At least in Denmark I don't think it's communicated very well why you should wear a mask. The government says "wear a mask" so the majority wears a mask. It's great that we have that level of trust in government, but it also sometimes mean that things are communicated as well as they should be.

> while in Asia people wear masks and go about their business as usual.

I'd be curious to see if mask wearing Asian countries had less incidence of the flu than western countries.

Exactly, the whole argument is dumb. Until it's proved that masks don't reduce transmission, they should be mandatory (and freely distributed by governments). The burden on the wearer is so small, and the potential upside so large, I don't really see why there's any debate at all.

The fact that places in the world (like Adelaide and Melbourne) even considered lockdown before requiring masks was incredibly lazy and/or negligent.

I do wonder how much of that is because Japan (and China, to a certain degree) had normalised mask wearing well before this year.
And Thailand and Taiwan (I think) and maybe a few other countries. I think that is certainly a factor.

But something seemed to change, at least here in Thailand. Although mask wearing was normalized in cities as self-protection against air pollution, many/most people seemed to come around to the notion that mask-wearing was a collective effort to mitigate the spread of the virus. Seems like a cultural effect - more collectivist rather than individualist thinking.

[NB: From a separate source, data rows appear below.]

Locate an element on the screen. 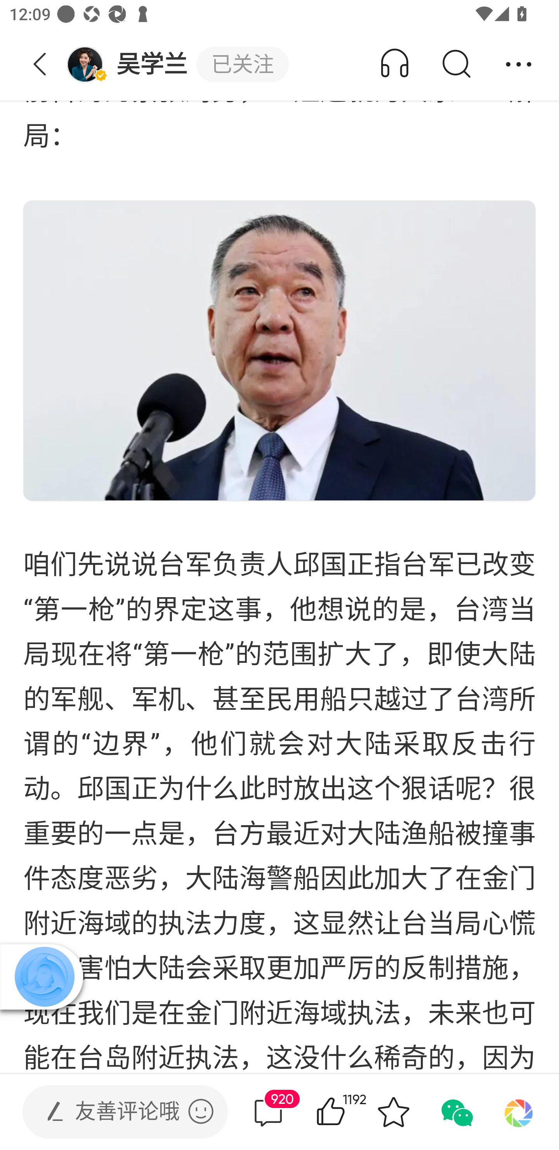 Image resolution: width=559 pixels, height=1150 pixels. 1192赞 is located at coordinates (349, 1112).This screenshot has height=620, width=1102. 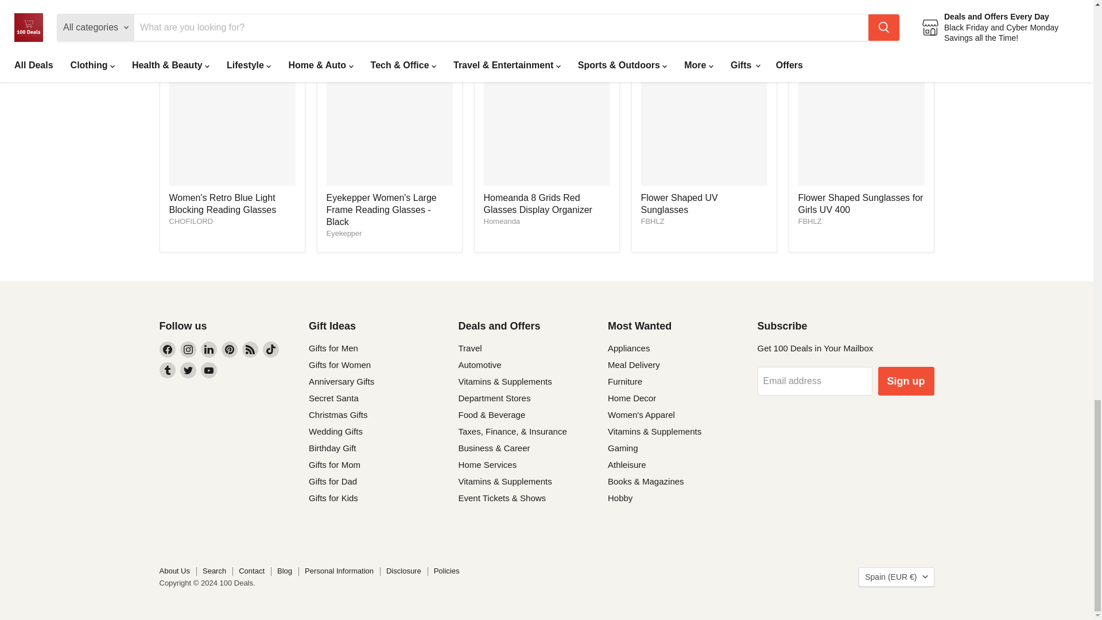 I want to click on RSS, so click(x=250, y=350).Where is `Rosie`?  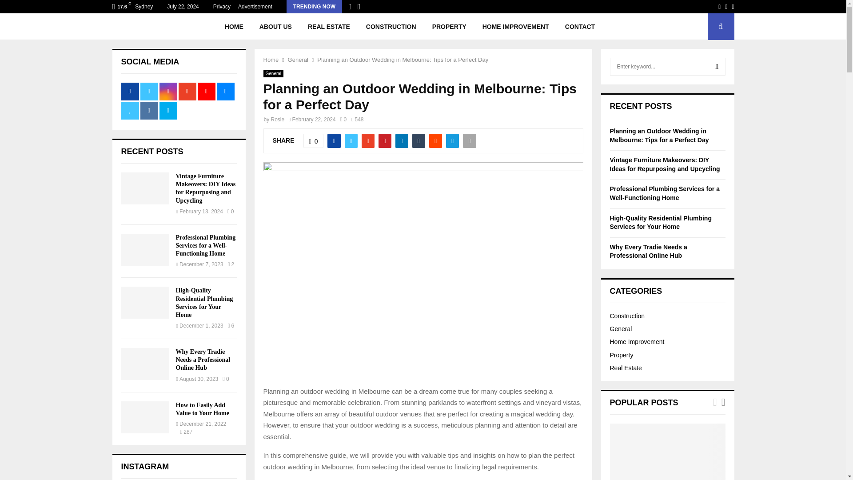
Rosie is located at coordinates (278, 120).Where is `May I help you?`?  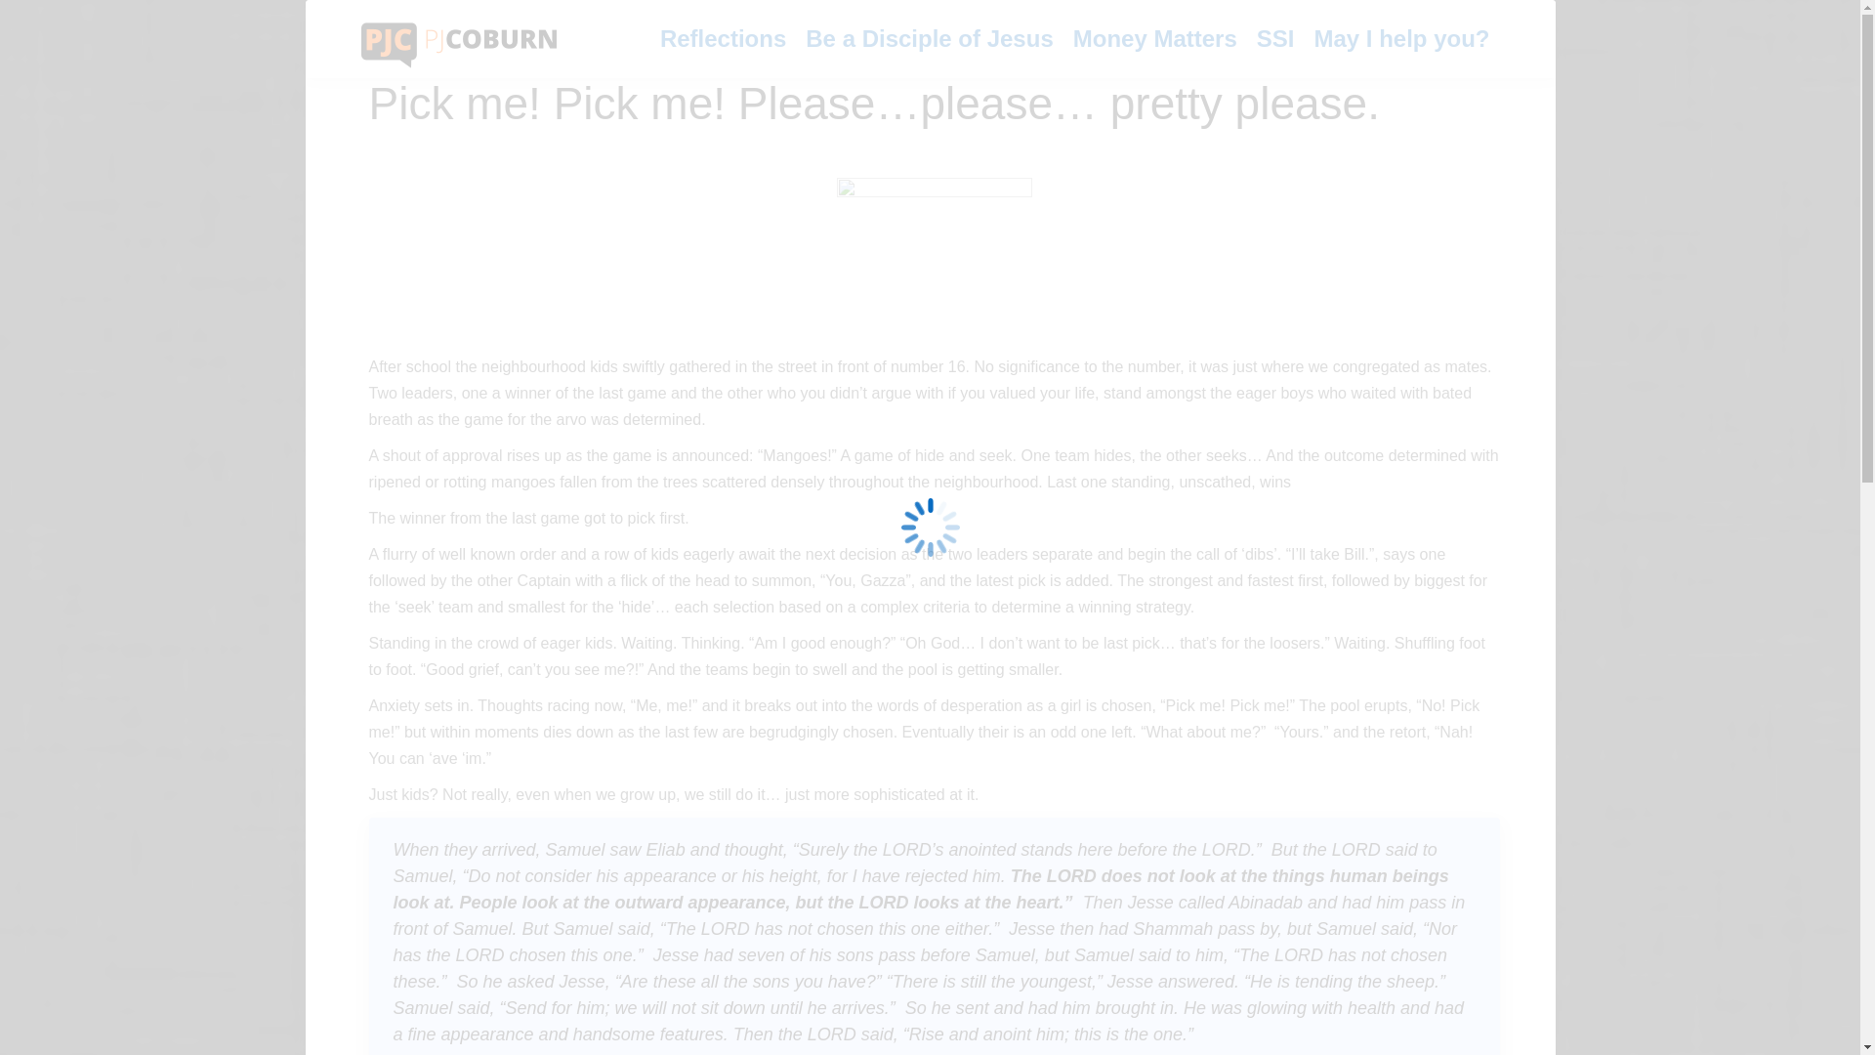
May I help you? is located at coordinates (1400, 39).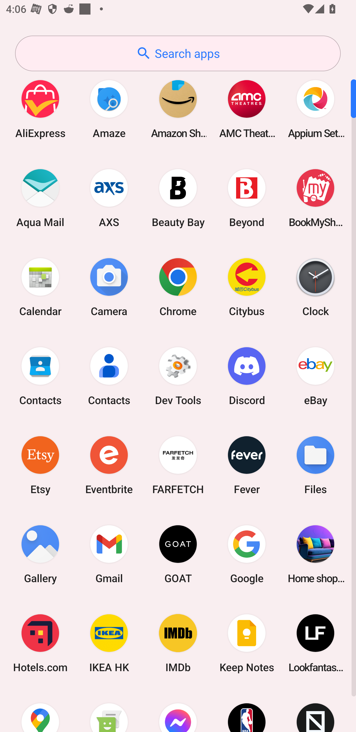  I want to click on Google, so click(247, 554).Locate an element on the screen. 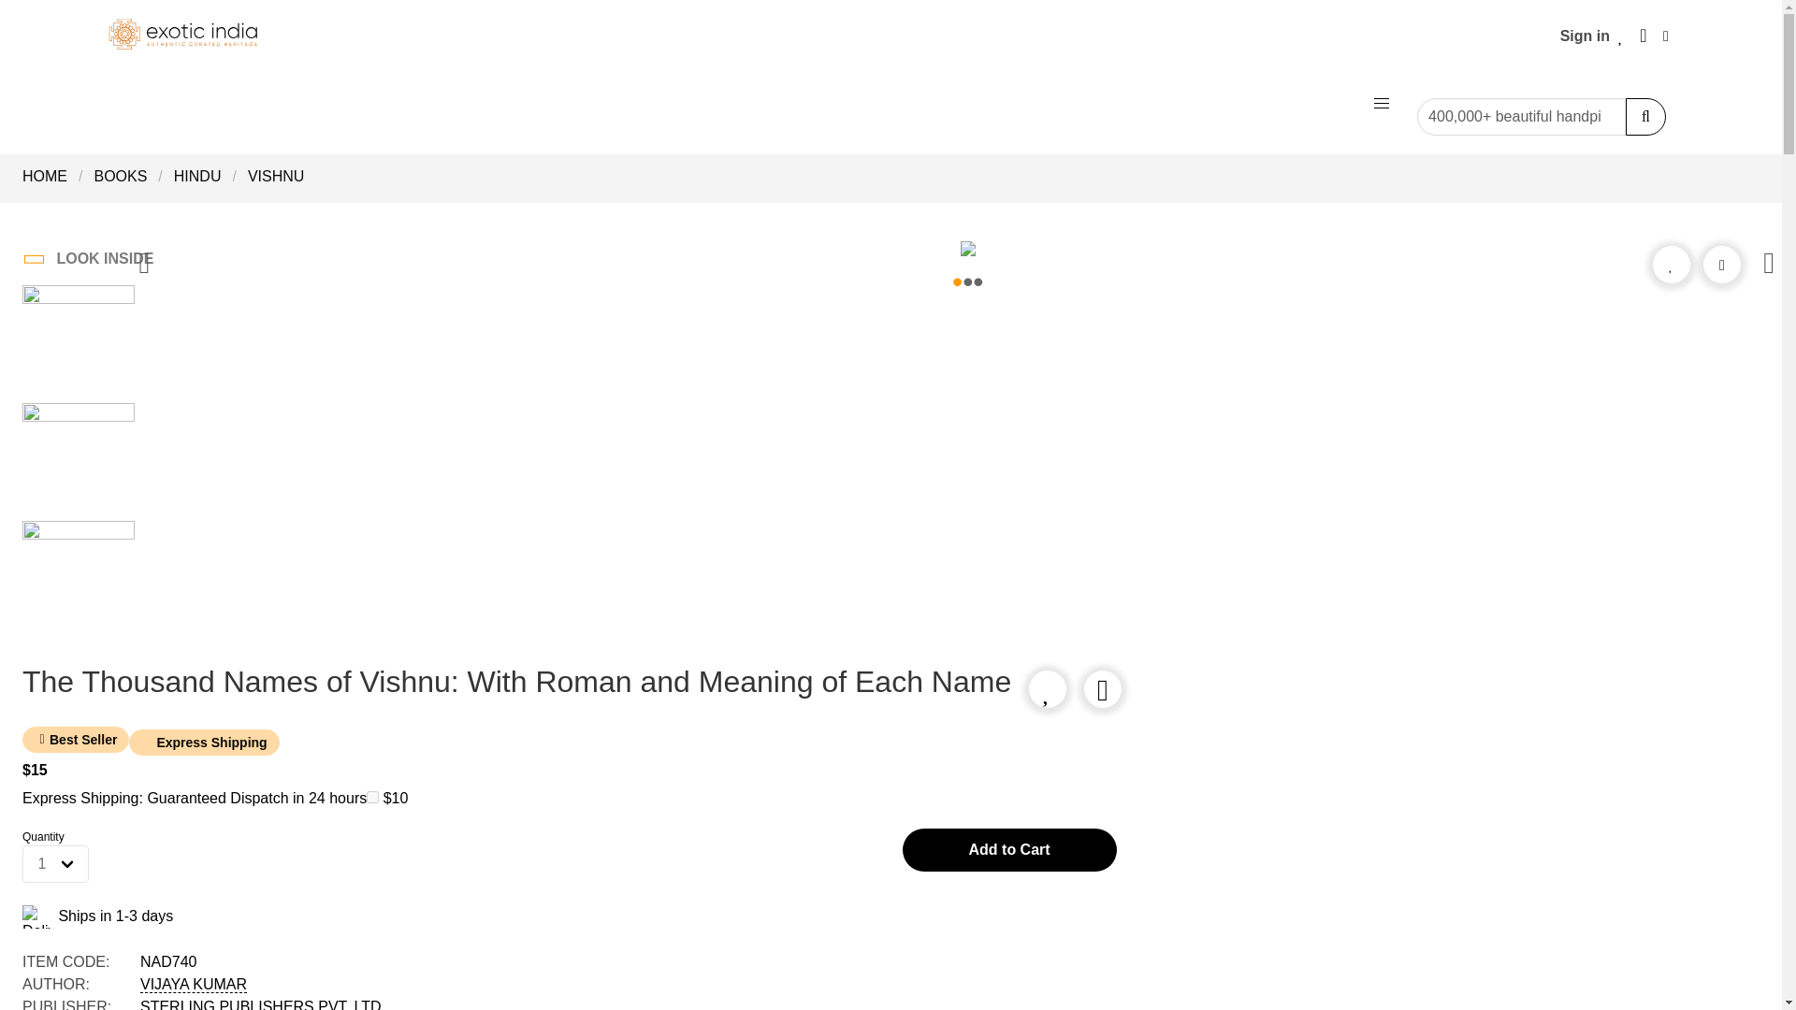  VISHNU is located at coordinates (276, 176). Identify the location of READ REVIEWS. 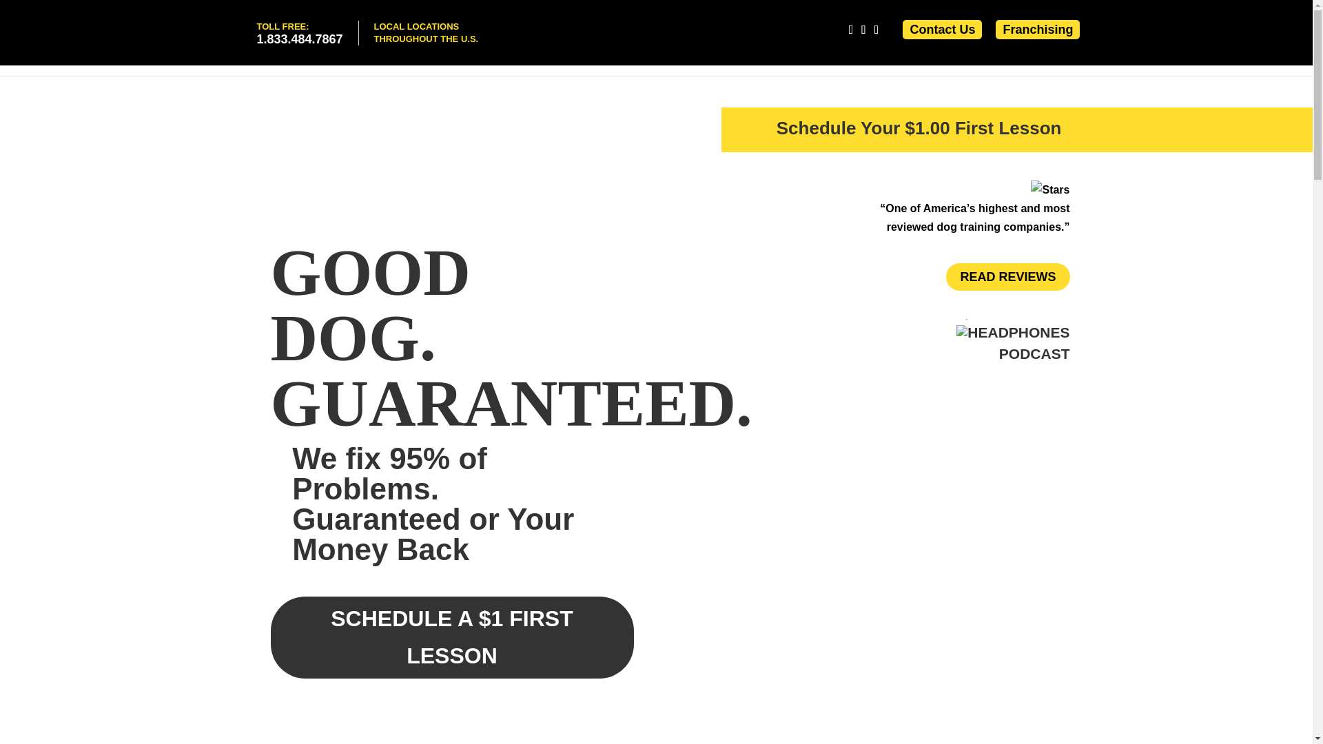
(1034, 353).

What do you call the west? Here in Spain we are mandated by law to wear them, there’s no arguing (or freedom)
Yes, you're right of course. "The west" is a big place with many different moving parts, just like Asia. So things aren't the same everywhere. It's just that there are many western countries where the arguments about mask wearing and social distancing are still going on while the pandemic is raging while in most of Asia that isn't happening and the pandemic has largely been nipped in the bud.
Does one not need to be infected to effectively transmit the virus? I.e. if you're infected your body is actively multiplying the virus. If you're not infected, then you're just passing on whatever virus you happen to be contaminated with. There's a massive difference between the two I should think.